Starring Fred Williamson, Pam Grier, Thalmus Rasulala, Tony King, Bernie Hamilton, Art Lund, Tierre Turner, Carl Weathers

Directed By Arthur Marks


On paper Bucktown seems like a blaxploitation fan’s dream come true. Fred Williamson, Pam Grier and seasoned genre filmmaker Arthur Marks on all accounts should make for a potent combination. Maybe I expected too much from that stockpile of talent, because unfortunately the film ends up being merely adequate in large part due to the silly ass plot that would be feasible in maybe the Holy Crusades or Feudal Japan, but not so much in 1970s Missouri.

The action begins when Duke (Fred Williamson) steps off a train in Bucktown, Missouri to claim his recently deceased brother’s estate, which includes his flashy red-light district nightclub. Told that he must stay in town 60 days before the estate can be properly turned over, Duke decides to wait and tend to the business before selling it. All is not well in Bucktown however, as Duke soon finds out.
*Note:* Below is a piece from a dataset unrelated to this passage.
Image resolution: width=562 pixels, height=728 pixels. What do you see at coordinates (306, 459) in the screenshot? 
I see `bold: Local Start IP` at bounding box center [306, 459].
The entire municipality is being strong-armed by a gang of corrupt police officers who extort cash from local businesses, solicit prostitutes, and participate in illegal gambling rings. Not to mention that they are racist as fuck. Seriously, even by typical genre standards these guys hurl out the most hateful, redneck slurs this side of the battle of Gettysburg.

When these guys try to pull that jive with Duke he stands up to them, refusing to hand over protection money. All seems well until the cops decide to pay Duke a visit at home as he is sexin’ up his lady (Pam Grier) and proceed to fill the house with lead. Fed up, Duke decides to call in the big guns back home, world class criminal Roy (Thalmus Rasulala) and his army of suave, flannel jacket wearing badasses are sent down to take care of business. They step off the train and proceed to rid honkeytown of the rampant corruption by systematically gunning down the white police force in spectacular fashion. Far from personal revenge, this shit is on a town wide scale as cops are beaten with baseball bats, cars are blown up, and fleeing officers are shot in the ass while Fred Williamson laughs and sparks up another cigar.
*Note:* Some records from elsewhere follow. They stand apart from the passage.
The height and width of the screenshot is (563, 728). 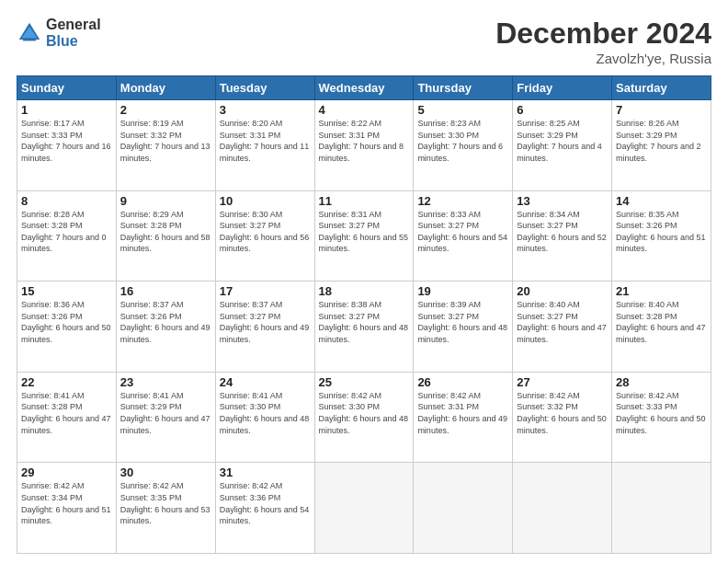 I want to click on day-info: Sunrise: 8:39 AMSunset: 3:27 PMDaylight:…, so click(x=463, y=322).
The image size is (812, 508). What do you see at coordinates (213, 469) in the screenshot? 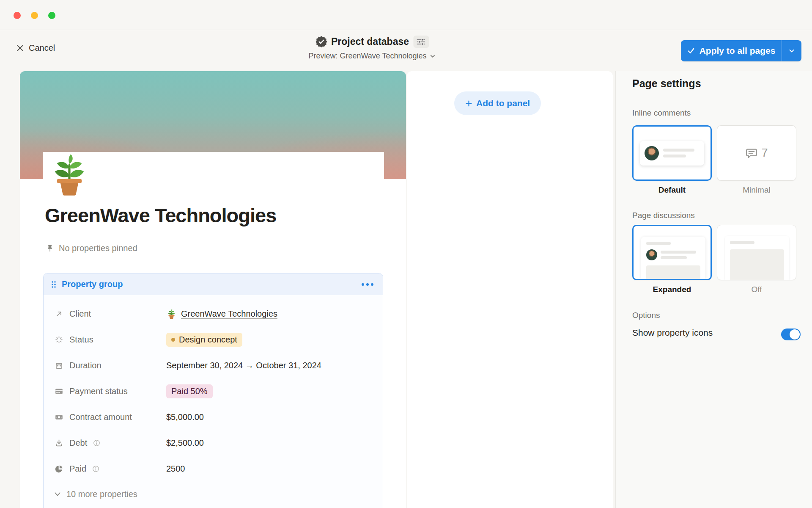
I see `property-row-paid: Paid 2500` at bounding box center [213, 469].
The chief is locked up in an underground jail cell and the mayor congratulates the vigilantes by suggesting a parade, which is turned down in favor of awarding them all city employment as police officers! Yeah. Beginning to see where this is headed?

Now I’m willing to accept many things in the movies from old guys who can chop down trees with kung fu to ancient demons with live caterpillar phalluses. But the mayor handing an entire town over to a gang of prolific, cop-killing criminals, no questions asked was a little much, even by my standards. I can understand this kind of thing being the way business was handled say, 400 years ago when kingdoms needed overthrowing and kings needed toppling, but in modern day Missouri these guys would have the national guard firing mortar shells and mowing down walls with Abrams tanks before they could pin on their badges.

Needless to say, Roy and his thugs pick up right where the cops left off, once again milking the town for profit and littering it with every lowbrow scheme you could cook up. Duke takes issue of course and chides Roy because it’s brothers against brothers this time. Duke is willing to let it slide for a while, simply refusing any profits, but when Roy’s gang breaks in and tries to take some of Pam’s cherry the Hammer leaps into action, jumpkicking the assailant and beating the unholy shit out of him before hijacking a military armored car and crashing it into Roy’s fortified compound.

So you see, this film takes a nosedive after about 1/3rd of the way in. It starts off strong enough and shows a lot of promise before it winds up looking like a collection of Spy vs. Spy comic strips. Don’t get me wrong, The Hammer gets the job done, strutting around with those big collar shirts of his that are buttoned only halfway up, sparking up pencil-thin cigars and shooting that “did you say something?” look off every five minutes or so. His action scenes are great as usual with a lot of heavy hits, broken pool cues and shattered bottles. It’s Pam who ultimately suffers here as she turns in another tender-hearted “Can’t you see what you’re doing?” performance. There’s nothing wrong with it, she just doesn’t have a lot to do. This should have been the Heroes Two of blaxploitation cinema, with Pam and Fred both dishing out some badass, raw, shotgun-toting action. Instead Pam has to play second fiddle and becomes barely necessary here… Boo! Me no likey!

Genre regulars will be happy to find the usual American International crew and bit-players here in full force. Rasulala is as good here as he was in Blacula, Art Lund is just as shallowly evil as he was in Black Caesar, and Carl Weathers and young Tierre Turner from Friday Foster show up to round out the cast.

Don’t be fooled when you look this shit up on IMDB and see the cast and crew. Aside from a few choice moments, Bucktown is hardly worth your time. In the end, this is 94 minutes you could spend watching Coffy instead.